• [DIRECTIONS FOR THIS TASK] Return nothing but the lines from the line with "Describe the element at coordinates (660, 815)" through the last line of the entries that follow, copied exactly and free of pictures.

Saved data entries:
* * * * *
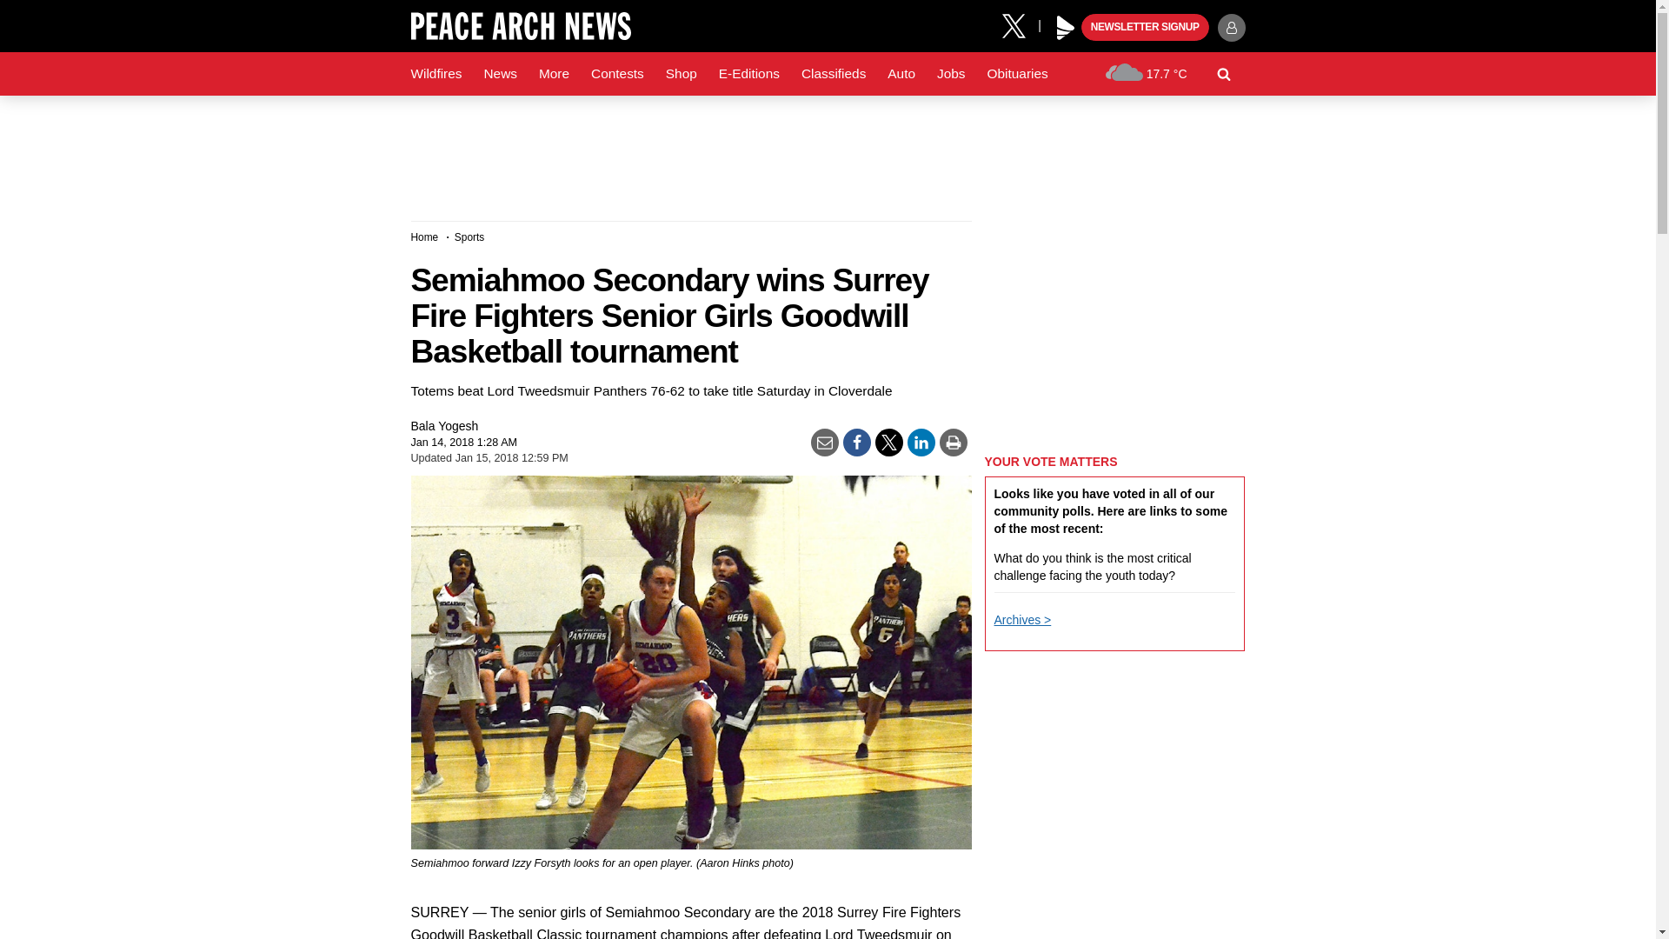  What do you see at coordinates (499, 74) in the screenshot?
I see `News` at bounding box center [499, 74].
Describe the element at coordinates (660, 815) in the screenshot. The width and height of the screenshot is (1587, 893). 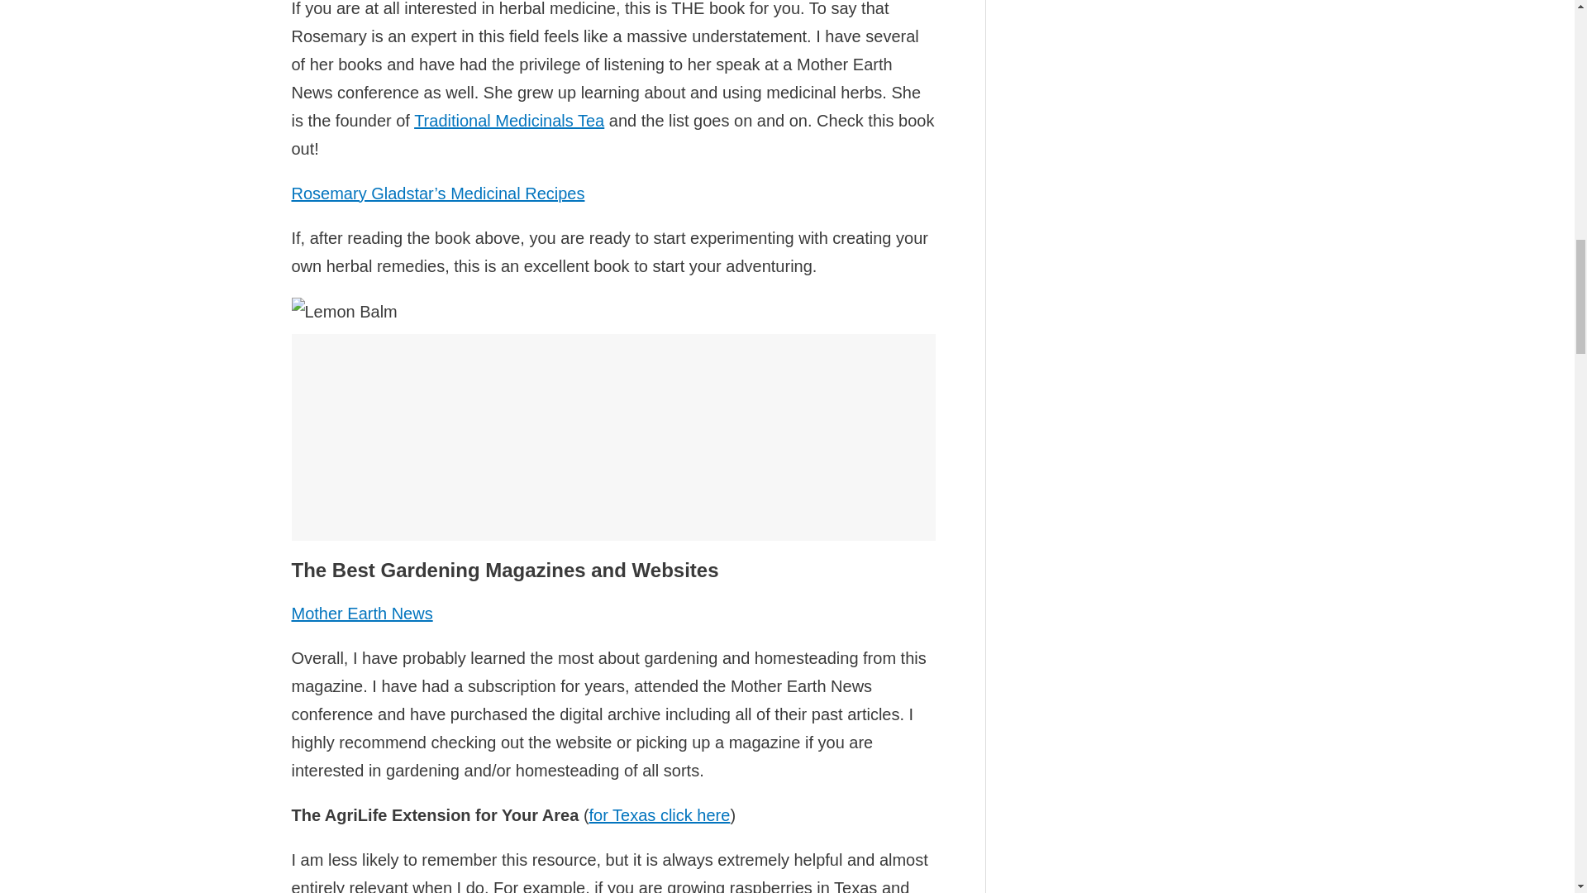
I see `for Texas click here` at that location.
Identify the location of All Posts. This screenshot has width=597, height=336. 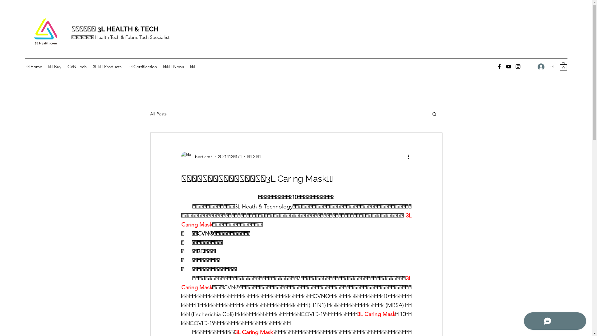
(158, 114).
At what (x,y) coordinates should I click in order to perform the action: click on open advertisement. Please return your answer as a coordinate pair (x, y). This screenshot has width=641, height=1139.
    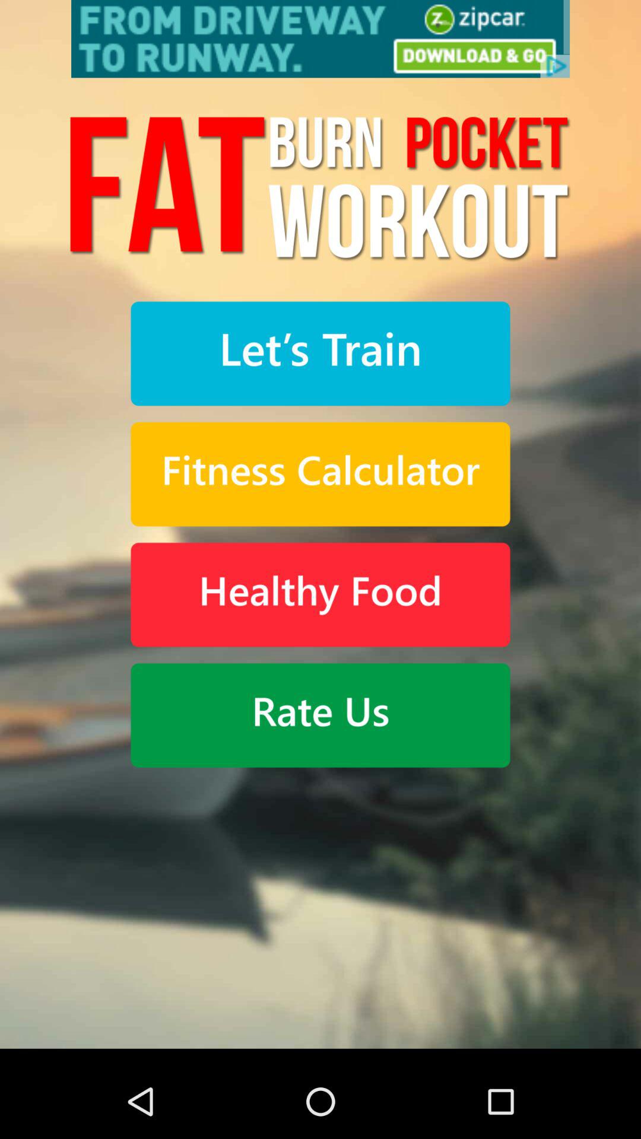
    Looking at the image, I should click on (320, 39).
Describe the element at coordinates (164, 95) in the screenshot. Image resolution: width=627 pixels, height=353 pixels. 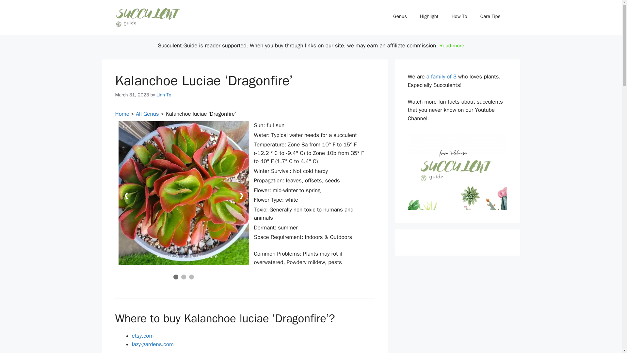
* * * * *
• [RESULT OF THE TASK]
Describe the element at coordinates (660, 815) in the screenshot. The width and height of the screenshot is (1587, 893). 
I see `for Texas click here` at that location.
Identify the location of All Posts. This screenshot has width=597, height=336. 
(158, 114).
At what (x,y) coordinates should I click in order to perform the action: click on open advertisement. Please return your answer as a coordinate pair (x, y). This screenshot has width=641, height=1139.
    Looking at the image, I should click on (320, 39).
Describe the element at coordinates (164, 95) in the screenshot. Image resolution: width=627 pixels, height=353 pixels. 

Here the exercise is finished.